Remarkably, given the challenges, Cowan reports, “planting in Ukraine is well underway and starting to wrap up in some regions.” Even in regions where there is conflict, some seeding has gone forward.
The big driver in the shift away from corn is the lack of access to fertilizer.
According to Harry, who before COVID-19 typically visited Ukraine four times per year, “the bigger players that I deal with, they all brought in their inputs last fall,” so they generally have enough in storage to get themselves through this growing year. But these larger operators often sell inputs to the smaller farmers, and there isn’t enough inventory in the country to supply all the smaller farmers.
A secondary driver in shifting cropping decisions is a concern about logistics at harvest. Cowan says an existing rail line, which had not generally been used to haul agricultural commodities, is now in use moving some grain into western Europe. “They are prioritizing rail for grain.” But it’s just a trickle compared to what was formerly loaded out of Black Sea ports.
“Fuel shortages are a challenge; crop protection shortages are a challenge,” she says. The most recent estimate is that the country’s farm sector has about 75 per cent of its 2022 crop protection requirements. That was a big jump, though, over the estimate Cowan heard previously. A ship destined for Ukraine but trapped in Turkey eventually had product off-loaded and brought overland.
Labour shortages are also a challenge. Food production workers are exempt from military service but many chose to serve anyway.

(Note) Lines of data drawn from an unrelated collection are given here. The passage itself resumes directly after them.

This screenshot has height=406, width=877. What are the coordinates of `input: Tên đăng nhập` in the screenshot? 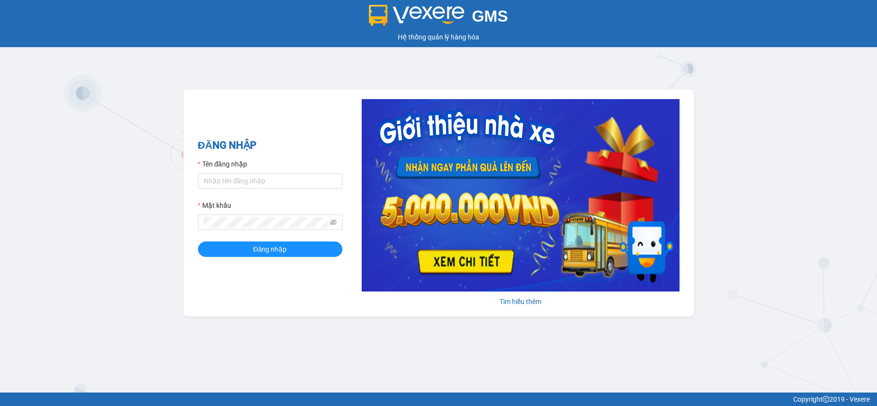 It's located at (270, 181).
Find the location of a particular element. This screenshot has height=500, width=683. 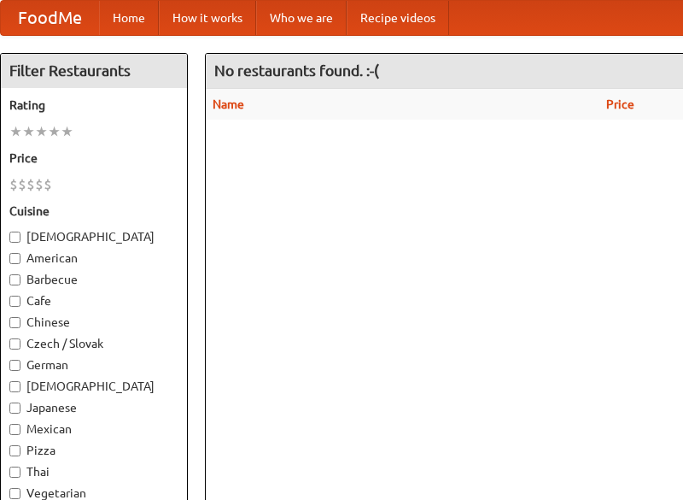

input: Mexican is located at coordinates (15, 429).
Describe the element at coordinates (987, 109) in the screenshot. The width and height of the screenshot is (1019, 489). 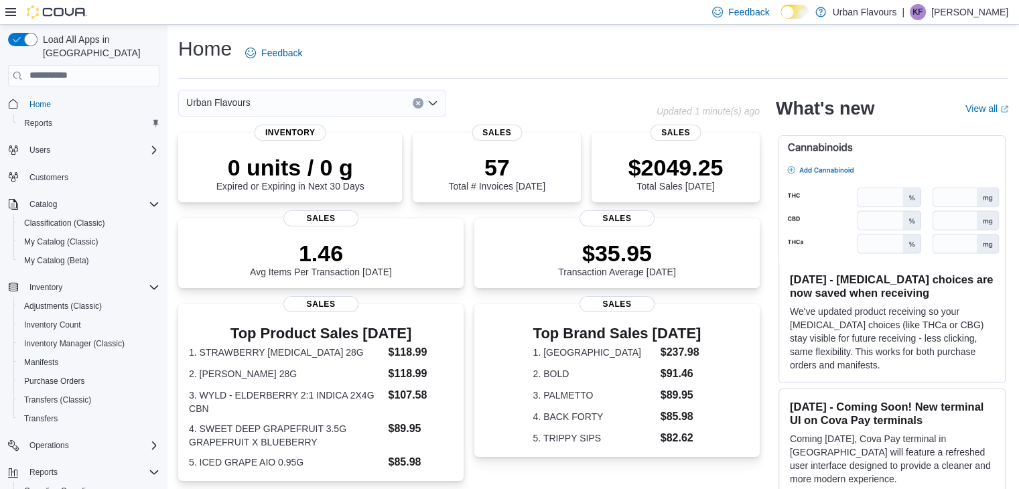
I see `a: View allExternal link` at that location.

Infrastructure damage is a factor. One farmer hosting research plots for CanGro has reverted to the core aspects of his farming business and cut back on total plantings from 60,000 hectares to 40,000 hectares. It doesn’t make sense to transport equipment and inputs to farms that are further away; in some cases, road damage means they simply can’t get to the farms.

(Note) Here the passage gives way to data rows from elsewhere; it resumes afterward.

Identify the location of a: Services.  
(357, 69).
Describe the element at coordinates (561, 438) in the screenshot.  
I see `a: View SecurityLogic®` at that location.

“Some farmers have chosen not to plant,” added Cowan. “They have full storage bins and they don’t want to grow a new crop and have no place for it to go.”
Finally, after COVID, Harry was looking forward to travelling again to Ukraine and Russia. Even before this most recent invasion, relations were tenuous between the two nations – a fact not lost on Harry.
CanGro’s Russian customer lives only about four hours away by vehicle from his Ukrainian counterparts. But when Harry first suggested to the Ukrainians that he drive across the border, laughter was the response. Since Russia’s 2014 military annexation of the Ukrainian-held Crimean peninsula, civilian border-crossing has been non-existent.
Instead, the journey to the Russian customer included a combination of flights and took 24 hours to complete.
Harry yearns for a day when farmers on both sides of the border can return to simply worrying about the weather and which crop pests will threaten this year. The Russians, he noted, “are good people. We have a lot of trust in them and faith in them.”
And Ukraine “is a beautiful country. Beautiful history and beautiful cities. I just don’t even want to think about what has been done to it.”